Book a call with a Cameron James adviser

Frequently Asked Questions

Can I keep my Aegon SIPP if I live outside the UK?

In most cases, yes. Existing members are generally permitted to remain in the plan after moving abroad. However, your ability to contribute meaningfully to the SIPP will be limited, and the platform’s ongoing suitability for your circumstances as a non-UK resident may be poor, particularly in relation to investment options, payment infrastructure, currency support, and death benefits. A review will confirm whether staying put or carrying out an Aegon SIPP transfer is the stronger answer for your situation.

What happens to my Aegon pension when I die if my family lives abroad?

This is the single most important question for non-UK-resident pension holders. Aegon’s Death Benefits Guide for the Aegon SIPP confirms that beneficiaries must be UK residents to qualify for beneficiary drawdown. If your nominated beneficiaries live outside the UK, Aegon may only be able to offer them a lump sum death benefit. That can produce a large, potentially heavily taxed payment that removes all future planning flexibility. An International SIPP is specifically structured to avoid this outcome.

Is there a transfer-out charge on an Aegon SIPP or Aegon workplace pension?

Aegon does not impose a transfer-out charge on its SIPP or workplace group personal pension products. You may incur dealing costs when liquidating existing fund positions, and your receiving provider will charge its own setup and ongoing fees. Your adviser will also charge for the advice and for managing the transfer. There are no Aegon-specific penalties for leaving the plan, which is one reason the economics of an Aegon SIPP transfer are often favourable.

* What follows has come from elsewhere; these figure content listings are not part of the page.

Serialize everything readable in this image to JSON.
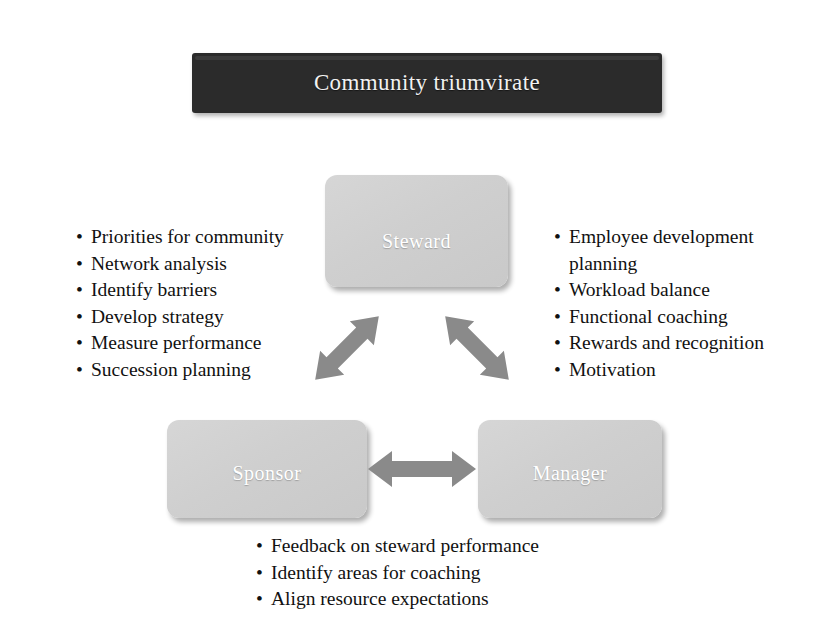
{
  "banner": {
    "title": "Community triumvirate",
    "background_color": "#2b2b2b",
    "text_color": "#f2f2f2"
  },
  "nodes": {
    "steward": {
      "label": "Steward"
    },
    "sponsor": {
      "label": "Sponsor"
    },
    "manager": {
      "label": "Manager"
    }
  },
  "connectors": {
    "steward_sponsor": {
      "name": "steward-sponsor-arrow",
      "style": "double-headed",
      "orientation": "diagonal-down-left"
    },
    "steward_manager": {
      "name": "steward-manager-arrow",
      "style": "double-headed",
      "orientation": "diagonal-down-right"
    },
    "sponsor_manager": {
      "name": "sponsor-manager-arrow",
      "style": "double-headed",
      "orientation": "horizontal"
    },
    "color": "#8a8a8a"
  },
  "lists": {
    "sponsor_duties": [
      "Priorities for community",
      "Network analysis",
      "Identify barriers",
      "Develop strategy",
      "Measure performance",
      "Succession planning"
    ],
    "manager_duties": [
      "Employee development planning",
      "Workload balance",
      "Functional coaching",
      "Rewards and recognition",
      "Motivation"
    ],
    "shared_duties": [
      "Feedback on steward performance",
      "Identify areas for coaching",
      "Align resource expectations"
    ]
  },
  "palette": {
    "page_background": "#ffffff",
    "box_fill": "#d0d0d0",
    "box_label": "#ffffff",
    "text": "#111111"
  }
}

What is the Overseas Transfer Charge, and does it apply to my Aegon transfer?

The Overseas Transfer Charge (OTC) is a 25 percent tax charge that applies to transfers from UK-registered pension schemes into a QROPS, unless a specific exemption applies. It does not apply to transfers into an International SIPP, because an International SIPP is itself a UK-registered pension scheme. This is why the vast majority of non-UK residents transferring away from Aegon go into an International SIPP rather than a QROPS.

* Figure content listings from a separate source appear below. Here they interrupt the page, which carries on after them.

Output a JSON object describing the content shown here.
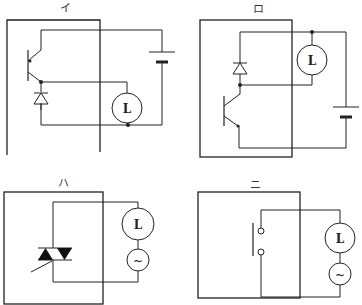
{
  "diagrams": [
    {
      "id": "i",
      "label": "イ",
      "components": [
        "npn-transistor",
        "diode",
        "lamp",
        "dc-battery"
      ],
      "load_label": "L"
    },
    {
      "id": "ro",
      "label": "ロ",
      "components": [
        "npn-transistor",
        "diode",
        "lamp",
        "dc-battery"
      ],
      "load_label": "L"
    },
    {
      "id": "ha",
      "label": "ハ",
      "components": [
        "triac",
        "lamp",
        "ac-source"
      ],
      "load_label": "L",
      "source_label": "~"
    },
    {
      "id": "ni",
      "label": "ニ",
      "components": [
        "switch-contact",
        "lamp",
        "ac-source"
      ],
      "load_label": "L",
      "source_label": "~"
    }
  ],
  "colors": {
    "line": "#222222",
    "background": "#ffffff"
  }
}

Will I trigger a tax charge by transferring from Aegon to an International SIPP?

A transfer from an Aegon SIPP or GPP into an International SIPP is a recognised transfer between two UK-registered pension schemes and does not trigger any tax charge in itself. The pot moves across on a like-for-like basis. What drives your tax position is the timing and structure of any subsequent income drawdown, which should be planned carefully against your country of residence and any applicable double taxation agreement.

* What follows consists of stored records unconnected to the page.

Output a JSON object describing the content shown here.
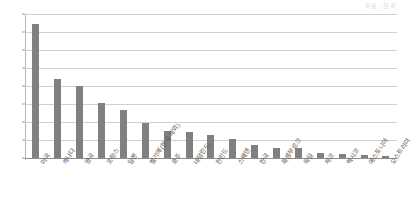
{
  "corner_note": "자료 : 한국",
  "chart_data": {
    "type": "bar",
    "title": "",
    "subtitle": "",
    "xlabel": "",
    "ylabel": "",
    "ylim": [
      0,
      1.6
    ],
    "ytick_step": 0.2,
    "decimal_separator": ",",
    "grid": true,
    "legend": "none",
    "bar_color": "#808080",
    "gridline_color": "#d0d0d0",
    "axis_color": "#8d8d8d",
    "label_rotation_deg": -55,
    "ytick_labels": [
      "1,6",
      "1,4",
      "1,2",
      "1",
      "0,8",
      "0,6",
      "0,4",
      "0,2",
      "0"
    ],
    "ytick_values": [
      1.6,
      1.4,
      1.2,
      1.0,
      0.8,
      0.6,
      0.4,
      0.2,
      0.0
    ],
    "categories": [
      "미국",
      "캐나다",
      "영국",
      "프랑스",
      "일본",
      "벨기에(한국 제외)",
      "호주",
      "네덜란드",
      "핀란드",
      "스웨덴",
      "한국",
      "룩셈부르크",
      "독일",
      "체코",
      "멕시코",
      "에스토니아",
      "오스트리아"
    ],
    "values": [
      1.49,
      0.88,
      0.8,
      0.61,
      0.53,
      0.39,
      0.3,
      0.285,
      0.26,
      0.215,
      0.15,
      0.115,
      0.11,
      0.06,
      0.045,
      0.03,
      0.025
    ]
  }
}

I am a US resident. Are there specific issues with my Aegon SIPP?

Yes, several. While SIPP holdings are exempt from PFIC reporting during accumulation under the US-UK DTA, the Aegon platform itself was not designed to serve US persons on an ongoing basis, and some of the fund products on the platform can create compliance complications. Aegon also does not provide the US-specific tax reporting documentation that US persons often need. The International SIPP route we use for US clients is specifically structured to avoid these issues and sits within a compliant US-UK cross-border framework.

How long does an Aegon SIPP transfer usually take?

In our experience, an Aegon SIPP transfer to an International SIPP typically completes within six to twelve weeks, depending on how quickly the MoneyHelper safeguarding appointment (where required) is completed and on the responsiveness of the receiving provider. We manage the process end to end, so the member is not the one chasing either side.

Do I need to liquidate my investments before transferring from Aegon?

In most cases, yes. Transfers between UK SIPP platforms are generally carried out as cash transfers, which means the existing investments are sold, the cash moves across to the new provider, and the new portfolio is constructed at the receiving end. In-specie transfers are possible in limited circumstances but are rarely the most efficient path. The timing of the liquidation and reinvestment is part of the advice process.